Zoning Board Pushes Back On Crowell Road Houses
Three single-family homes are proposed for the property at 104 Crowell Rd. The zoning board agreed to postpone a hearing on special permits for the homes to get more information about other types of housing that might be allowed on the parcel. TIM WOOD PHOTO
CHATHAM – A plan to build three large homes on Crowell Road is on hold after zoning board of appeals members questioned the type of housing being proposed.
Owner Ronald Rudnick of Chatham Max Holdings was seeking zoning board approval to build the homes on land at 104 Crowell Rd., land previously occupied by a commercial building housing Meservey Accounting and other businesses. Because the land is in a commercial district, special permits are required for each of the single-family homes.
But some zoning board members suggested the site was more suitable for workforce or affordable housing, while others were concerned about losing more of the town’s dwindling commercial land.
“This is the demise of more commercial space in our town,” said zoning board associate member Steve DeBoer at the June 25 hearing. “We’re trying to attract people to move here, but we’re losing places for them to work.”
“I’m not convinced homes of this nature are what should go there,” said chair David Nixon.
Rudnick initially wanted to build workforce housing at the site, as he did at the former Stonehorse Inn in Harwich, said attorney William Riley. However, the town’s zoning bylaw imposes so many conditions on that type of development that it is not feasible, he said. The bylaw allows dormitories in the general business 3 district in which the land is located but requires 3,000 square feet per bedroom. That would not allow the scale required to make such a project feasible, Riley said.
Rudnick initially wanted to build workforce housing at the site, as he did at the former Stonehorse Inn in Harwich, said attorney William Riley. However, the town’s zoning bylaw imposes so many conditions on that type of development that it is not feasible, he said. The bylaw allows dormitories in the general business 3 district in which the land is located but requires 3,000 square feet per bedroom. That would not allow the scale required to make such a project feasible, Riley said.
“We really want to build workforce housing,” said Rudnick, adding that “our phones ring all day long” with inquiries for housing for employees of local businesses. He met with Building Commissioner Jay Briggs but determined “you just can’t do it.”
“This is the best we could do with it right now,” Rudnick said.
Board member Paul Semple noted that 14 units of housing is planned for two acres of town-owned land on Stepping Stones Road; while the three 104 Crowell Rd. lots total about 1.5 acres, he suggested a similar development might be feasible, perhaps in partnership with the town.
There is no land cost with the Stepping Stones Road project, Riley said. With the $1.3 million cost of the 104 Crowell Rd. land, that type of affordable or attainable housing would not make economic sense, he said.
Changes need to be made to the town’s zoning bylaw to “help encourage and make workforce housing a greater possibility,” said board member David Veach. Riley noted that the bylaw hasn’t been comprehensively updated in decades.
“The society’s needs have changed, but the bylaw doesn’t change,” he said.
Nixon worried that the homes, which range in size from 5,600 square feet to more than 6,000 square feet, would end up as multi-million dollar summer homes.
“Not necessarily,” Riley said. Adding a fourth house and reducing the size of the others, as some board members suggested, would not be in keeping with the density of the neighborhood, he said.
Board member Virginia Fenwick said she was concerned about the future of the Crowell Road commercial area, and while the board has allowed single-family homes there in the past, “times change, and I think that what we are seeing today, what everyone has expressed, is some concern for just more residential homes of a large size at a high price point.”
“Our responsibility is to the town, the neighborhood, not to the profit of the developer,” said Nixon. “Is that type of home the right thing for the neighborhood? I don’t think so, I just don’t.”
Semple asked for input from town housing officials about the type of housing that might be feasible on the lot, saying he was reluctant to make a decision without more information.
After the board took a straw poll showing that a majority of members would not support the special permits, Riley agreed to postpone the hearing until Aug. 13.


▸ Exercise directions
Pictures within the data are to be left out; everything else must be reproduced exactly.

▸ Data for processing
+++
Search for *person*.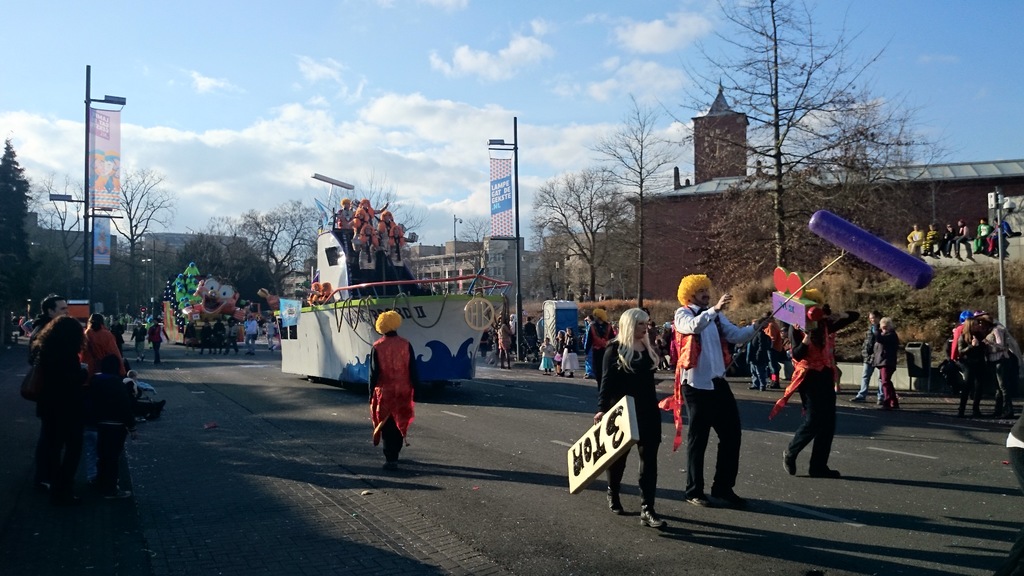
Found at 362/309/412/462.
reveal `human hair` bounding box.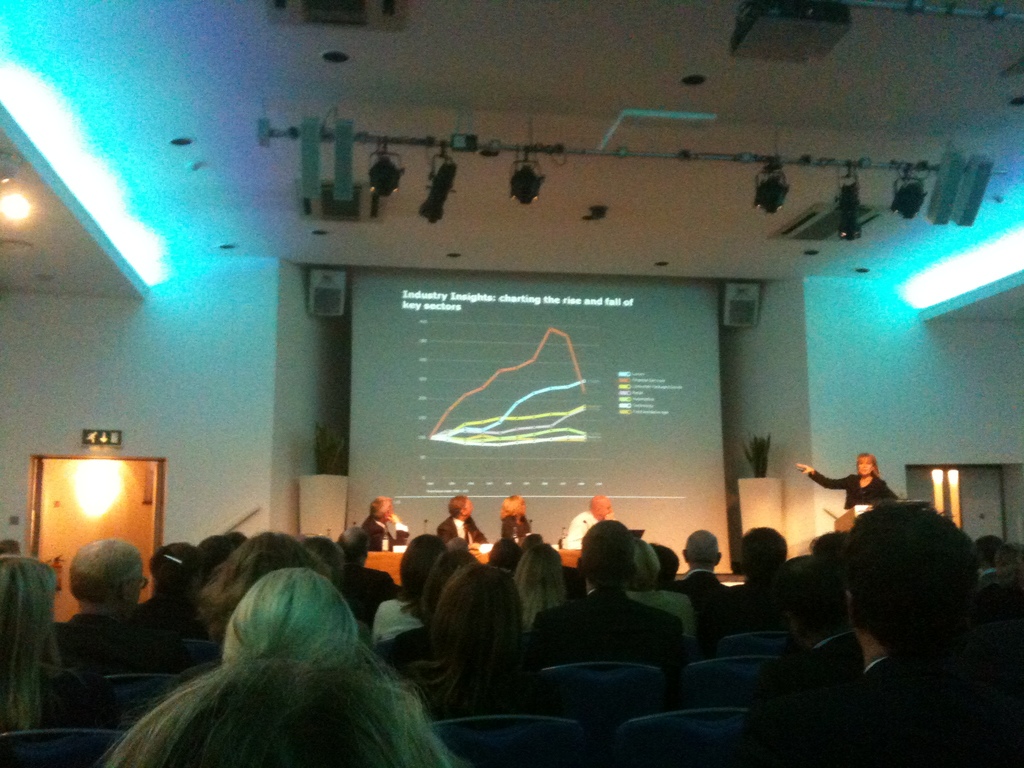
Revealed: select_region(0, 553, 62, 737).
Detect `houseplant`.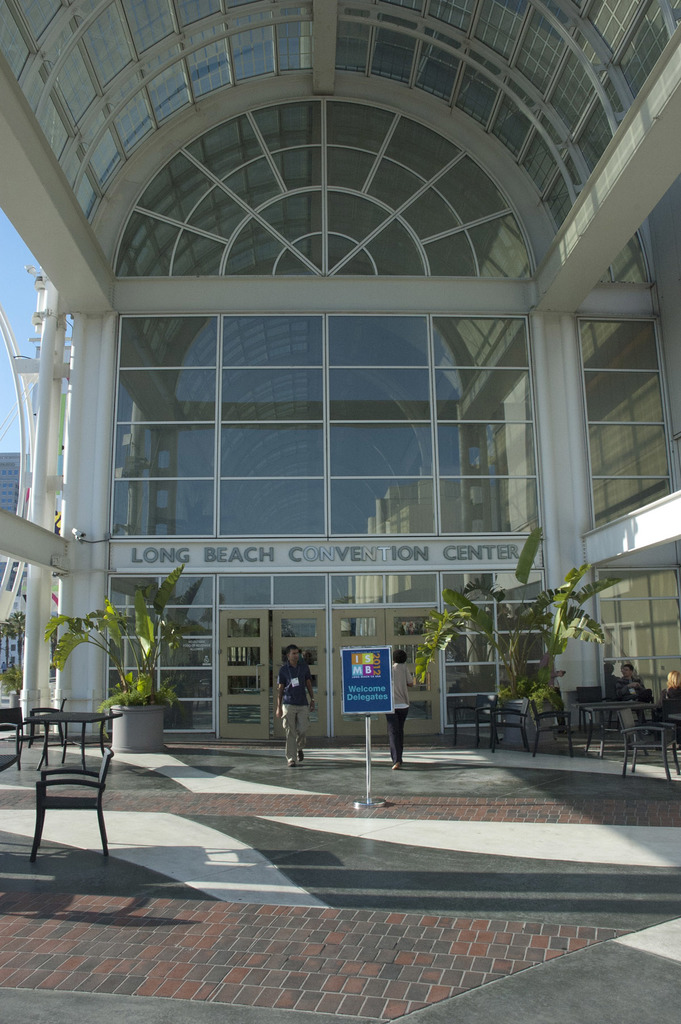
Detected at 2 616 37 740.
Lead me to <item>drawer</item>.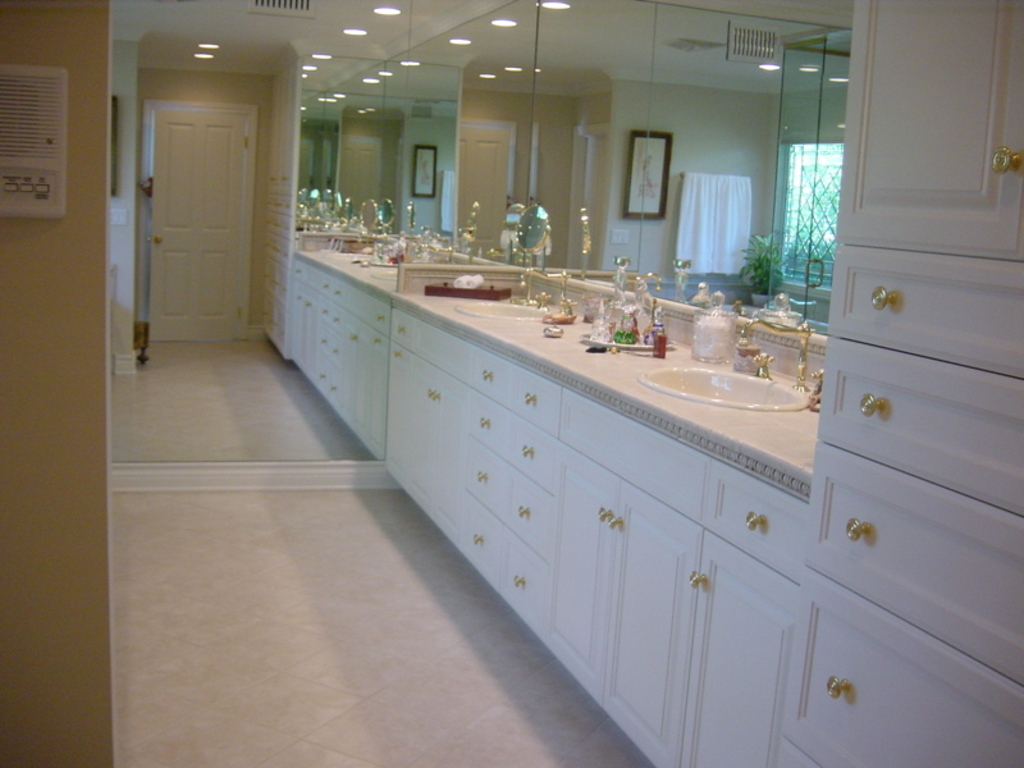
Lead to region(828, 247, 1023, 376).
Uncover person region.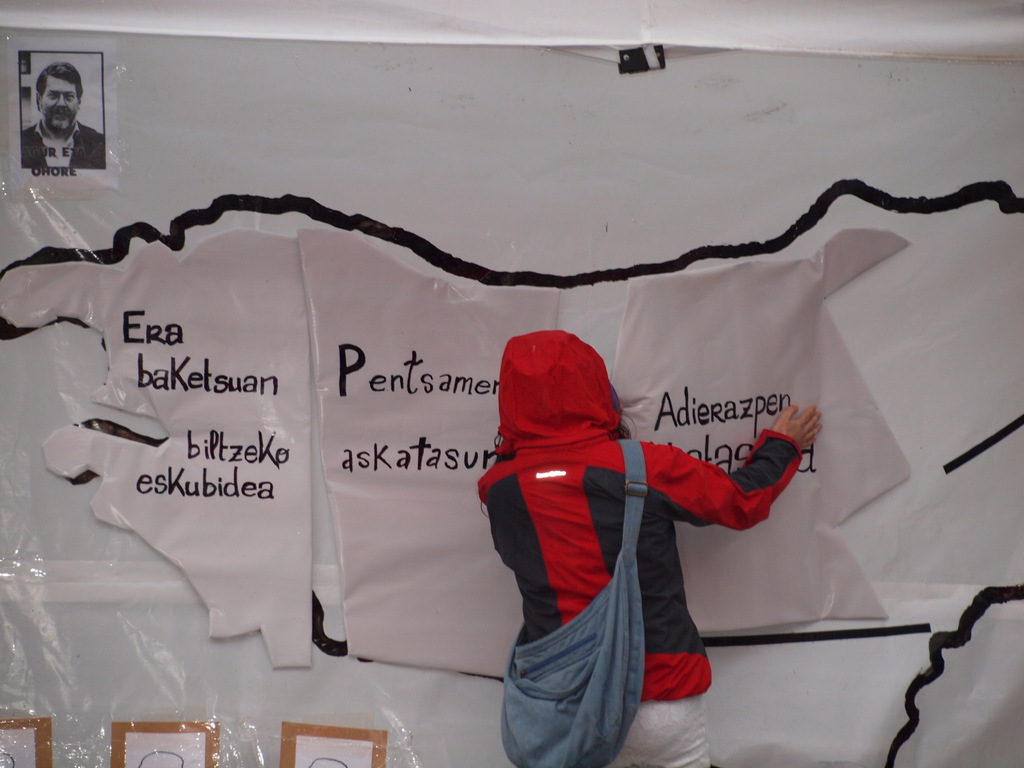
Uncovered: {"x1": 19, "y1": 61, "x2": 106, "y2": 170}.
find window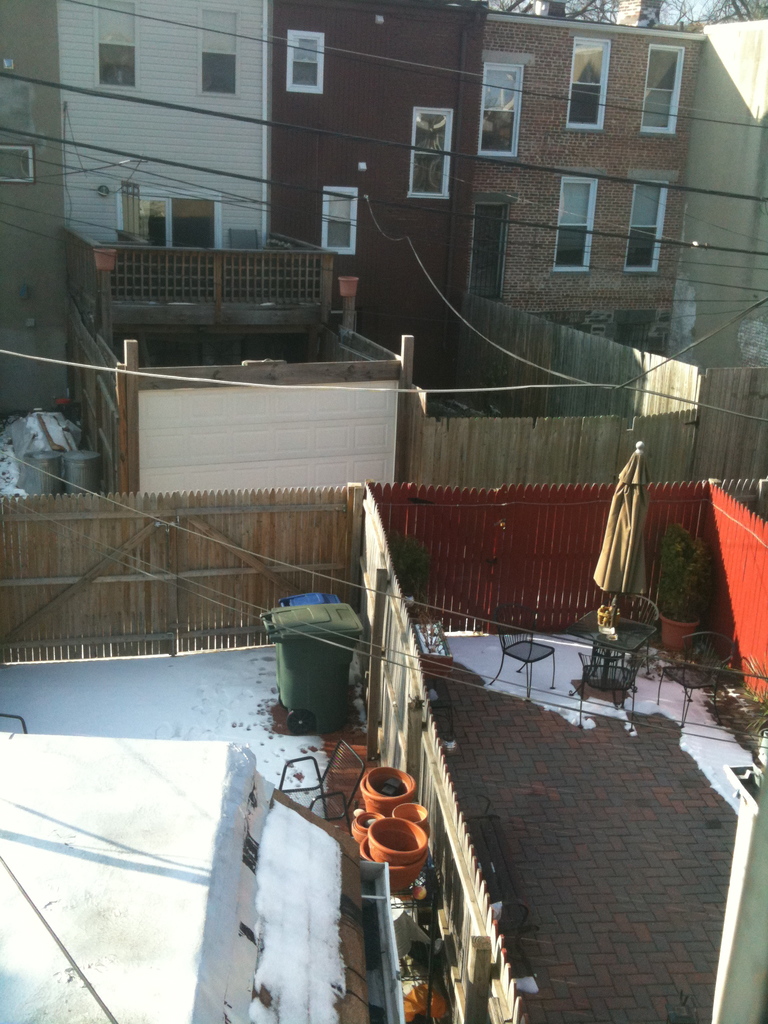
[x1=326, y1=188, x2=358, y2=259]
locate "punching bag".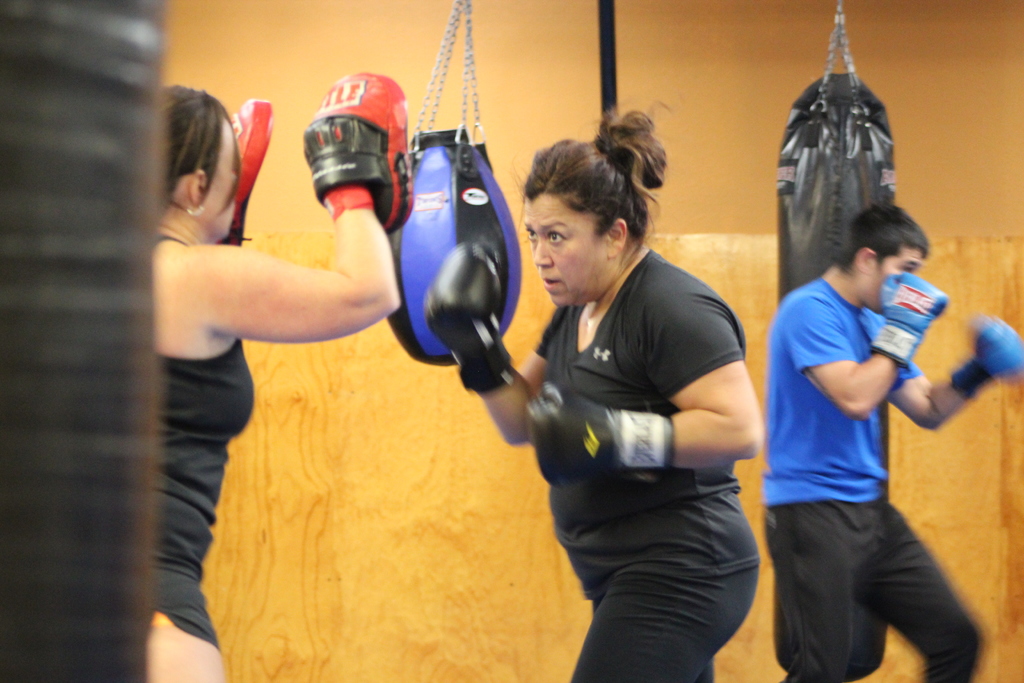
+++
▸ Written answer
Search for *person*.
Found at 362/309/412/462.
reveal `human hair` bounding box.
Revealed: select_region(0, 553, 62, 737).
Detect `houseplant`.
Detected at 2 616 37 740.
Lead me to <item>drawer</item>.
Lead to region(828, 247, 1023, 376).
Uncover person region.
Uncovered: {"x1": 19, "y1": 61, "x2": 106, "y2": 170}.
find window
[x1=326, y1=188, x2=358, y2=259]
locate "punching bag".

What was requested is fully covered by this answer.